A UCAS offer is tied to the course code, entry requirements and department that assessed your application. The university has not simply given you a general place to study there. It has offered you a place on a particular degree, with a particular intake, funded teaching capacity and admissions decision behind it.
Your offer is for a course, not just the university
When you apply through UCAS, each choice is a specific course at a specific university. That is why your UCAS choices have course names and course codes, not only university names.
If you hold an offer for English Literature, the university has assessed you for English Literature. It has not assessed you for Psychology, Computer Science or Law. Those courses sit in different departments, have different entry requirements, different numbers of places and different levels of demand.
A course place is linked to staffing, seminar groups, labs, studios, placements, accreditation rules and department budgets. A university cannot treat every incoming student as flexible across the institution, because departments plan their numbers around the applicants who accepted offers for that course.
For example, if you have a firm offer for History and decide in August that you would rather study Economics, the Economics department does not have to take you just because you are already going to the university. It would need to decide whether you meet the entry requirements, whether there is space, and whether it is willing to release a place to someone who did not apply for that course.
When a course change has a chance
The only realistic changes before starting are very close course moves, and even those are not guaranteed. The strongest chance is within the same department, where the courses share admissions staff, first-year modules and entry requirements.
A change from single honours Politics to Politics and International Relations has a better chance than a move from Politics to Engineering. A move from English to English and Creative Writing is more plausible than a move from English to Medicine. A change from a single honours course to a joint honours course involving the same subject is the type of request a university can at least consider.
Space is still the deciding issue. If the course is full, the answer is no. If the department does not allow transfers before enrolment, the answer is no. If the new course has different entry requirements and you do not meet them, the answer is no.
Professional and highly regulated courses are much harder to move into. Medicine, Dentistry, Veterinary Medicine, Nursing, Midwifery, teaching courses, some healthcare courses and courses with placements have strict numbers and selection processes. A student holding an offer for another subject should not expect to move into one of these before starting.
What to do if you have changed your mind
Contact the university admissions team for the course you currently hold an offer for. Explain clearly which course you want to move to and ask whether the university is willing to consider the change before enrolment.

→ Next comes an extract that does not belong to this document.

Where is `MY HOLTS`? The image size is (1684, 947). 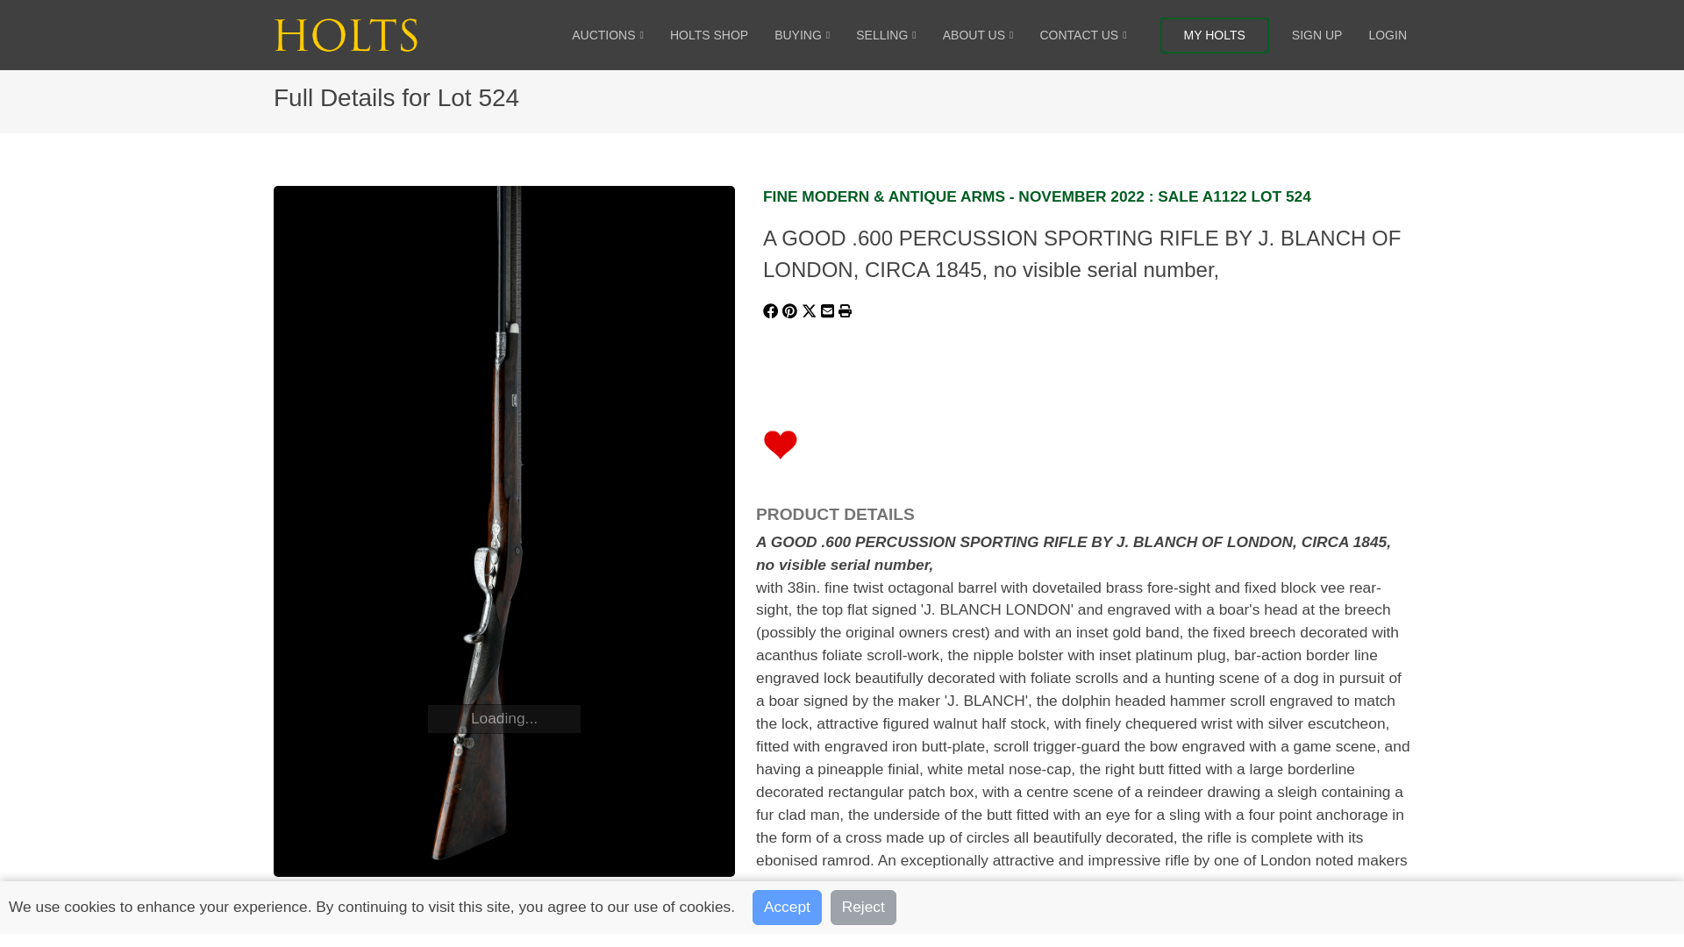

Keep the message short and specific. Include your UCAS ID, your current course, the course you want, and why the new course fits your qualifications and academic interests. Do not assume that an informal conversation with a department is enough. You need written confirmation from the university that your offer has changed.
If the university says no, you have three practical options. You can stay on the original course, look for the new course through Clearing if you are eligible to use it, or reapply in a future UCAS cycle. Which option works depends on how certain you are that the original course is wrong for you.
Starting a degree you no longer want is a serious decision. A student who has lost interest in Chemistry and wants to study Sociology is not dealing with a minor preference change. In that situation, forcing the original course because the university name feels attractive can lead to poor results, low motivation and a later withdrawal. The course is what you study every week; the university name does not make an unsuitable subject suitable.
Do not turn up in September expecting to swap during induction week. By then, departments have finalised places, module groups and timetables.
If you want a different course before starting, ask early and get the answer in writing. Treat a refusal as final unless the university tells you there is a formal alternative route.